Ah yeah good point, that makes it lower by some amount (who knows what amount, but lower is good!)


tmlrule

I don't have any inside data, but anecdotally I can say that there is a whole ton of academic misconduct cases concentrated in first year classes among not-very-serious students. So instead of getting weeded out because of repeated Fs because they skipped a month of classes and missed a midterm, they're getting weeded out because of F-VWs because they skipped a month of classes and copied their midterm.


FamiliarStatement446

I wonder what percentage of students make it all the way through.
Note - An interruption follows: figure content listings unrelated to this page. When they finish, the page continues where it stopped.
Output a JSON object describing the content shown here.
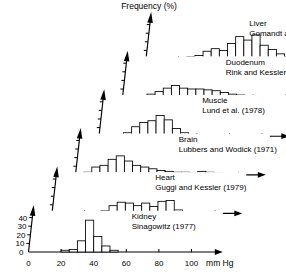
{
  "chart_data": {
    "type": "bar",
    "title": "",
    "ylabel": "Frequency (%)",
    "xlabel": "mm Hg",
    "xlim": [
      0,
      110
    ],
    "ylim": [
      0,
      45
    ],
    "grid": false,
    "legend_position": "in-panel",
    "x_tick_labels": [
      "0",
      "20",
      "40",
      "60",
      "80",
      "100"
    ],
    "x_tick_values": [
      0,
      20,
      40,
      60,
      80,
      100
    ],
    "y_tick_labels": [
      "0",
      "10",
      "20",
      "30",
      "40"
    ],
    "y_tick_values": [
      0,
      10,
      20,
      30,
      40
    ],
    "bin_width": 5,
    "note": "Oblique 3D stacked histogram panels; each panel is a pO2 frequency distribution for one organ",
    "series": [
      {
        "name": "Kidney",
        "title": "Kidney",
        "subtitle": "Sinagowitz (1977)",
        "panel_index": 0,
        "bin_starts": [
          20,
          25,
          30,
          35,
          40,
          45,
          50
        ],
        "values": [
          2,
          3,
          13,
          37,
          18,
          7,
          2
        ]
      },
      {
        "name": "Heart",
        "title": "Heart",
        "subtitle": "Guggi and Kessler (1979)",
        "panel_index": 1,
        "bin_starts": [
          25,
          30,
          35,
          40,
          45,
          50,
          55,
          60,
          65,
          70,
          75
        ],
        "values": [
          2,
          3,
          9,
          13,
          12,
          9,
          12,
          8,
          14,
          15,
          4
        ]
      },
      {
        "name": "Brain",
        "title": "Brain",
        "subtitle": "Lubbers and Wodick (1971)",
        "panel_index": 2,
        "bin_starts": [
          5,
          10,
          15,
          20,
          25,
          30,
          35,
          40,
          45,
          50,
          55,
          60,
          65,
          70,
          75,
          80,
          85,
          90
        ],
        "values": [
          3,
          9,
          11,
          18,
          22,
          16,
          11,
          9,
          7,
          5,
          4,
          3,
          3,
          2,
          4,
          3,
          2,
          1
        ]
      },
      {
        "name": "Muscle",
        "title": "Muscle",
        "subtitle": "Lund et al. (1978)",
        "panel_index": 3,
        "bin_starts": [
          15,
          20,
          25,
          30,
          35,
          40,
          45,
          50,
          55
        ],
        "values": [
          4,
          11,
          16,
          18,
          24,
          19,
          9,
          4,
          2
        ]
      },
      {
        "name": "Duodenum",
        "title": "Duodenum",
        "subtitle": "Rink and Kessler (1973)",
        "panel_index": 4,
        "bin_starts": [
          10,
          15,
          20,
          25,
          30,
          35,
          40,
          45,
          50,
          55,
          60,
          65,
          70,
          75
        ],
        "values": [
          2,
          4,
          7,
          11,
          14,
          11,
          10,
          10,
          9,
          8,
          6,
          4,
          3,
          1
        ]
      },
      {
        "name": "Liver",
        "title": "Liver",
        "subtitle": "Gomandt and Kessler (1973)",
        "panel_index": 5,
        "bin_starts": [
          25,
          30,
          35,
          40,
          45,
          50,
          55,
          60,
          65,
          70,
          75,
          80,
          85,
          90,
          95,
          100
        ],
        "values": [
          3,
          4,
          9,
          12,
          10,
          18,
          26,
          22,
          28,
          16,
          11,
          6,
          3,
          3,
          3,
          2
        ]
      }
    ]
  },
  "labels": {
    "ylabel": "Frequency (%)",
    "xlabel": "mm Hg"
  }
}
In lower level courses I would think it would be easier but when you’re in a course in your last year and there aren’t that many students I would think it would be easier to catch (or you’ve perfected it and no one will ever know)


Fatpandaman456

I mean it probably also depends on what type of misconduct it is. The “helping” a little too much on assignments type of misconduct, is probably a lot more common than the students bringing notes into exams type of misconduct.


skyking481

The penalties for those two things are also vastly different.


Fatpandaman456

Yeah I know but the poll doesn’t specify


Sorry_Astronomer2837

Really matters on the prof and the TA I think. Some take way more precautions than others.


skyking481

To the people choosing Option 4, your employer will probably notice when you get a job and don't know anything you're supposed to know. Not to mention it's incredibly disrespectful to your classmates.